Securing the catheter of a central line to a vein in a Covid patient, Ibrahim ties the knots on top of the groove just the way his surgery mentor Lena Napolitano showed him. Central lines, placed into major veins near the heart, are used to care for mechanically ventilated patients with severe respiratory distress because they allow for the infusion of numerous drugs essential to critical care. Some of those drugs—like norepinephrine—are delivered through a central line because they can cause damage if administered in smaller, peripheral veins.

Ibrahim reckons he has put in more than a hundred central lines, but even such relatively simple procedures can go awry and result in serious complications: a punctured lung, severe bleeding, even an embolism—a bubble of air that can flow through the line and up into the brain or down into the heart, potentially killing the patient. Ibrahim is hyper-aware of every minute detail. He has a list and he checks it, then checks it again. He has always been meticulous.

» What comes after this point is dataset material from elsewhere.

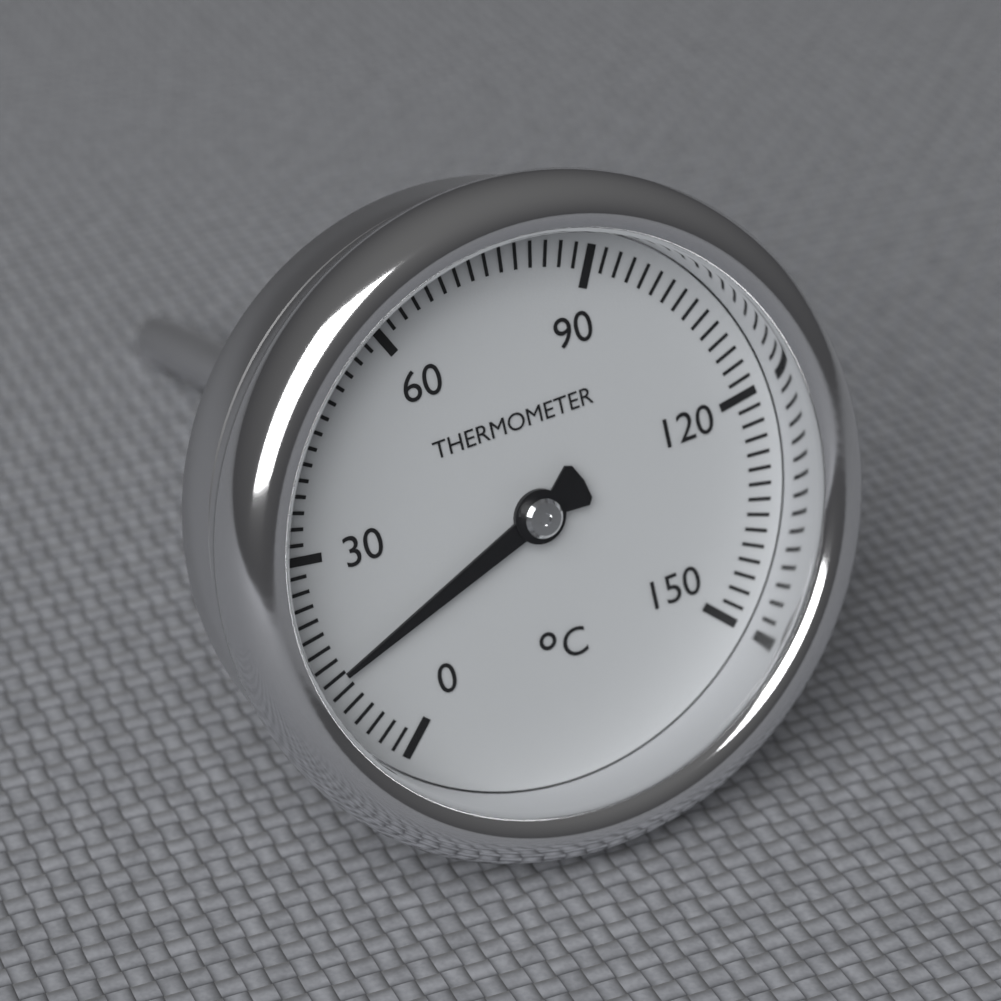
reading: 14 °C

Ibrahim was just three months shy of finishing his surgical training when the pandemic struck Michigan and he found himself caring for Covid patients.

Photograph: Elliott Woods

Now there is an entirely new moral dimension: In a Covid room, Ibrahim feels just as responsible for his team’s health and safety as he does for the patient’s. Tying in a central line, Ibrahim knows that the longer it stays secure, the more time he will buy for his team before they will have to suit up again to replace it. Lately, he is often alone during line procedures that would have involved an assistant before Covid. “In this environment,” Ibrahim says, “there’s definitely a very rich awareness that you are by yourself.”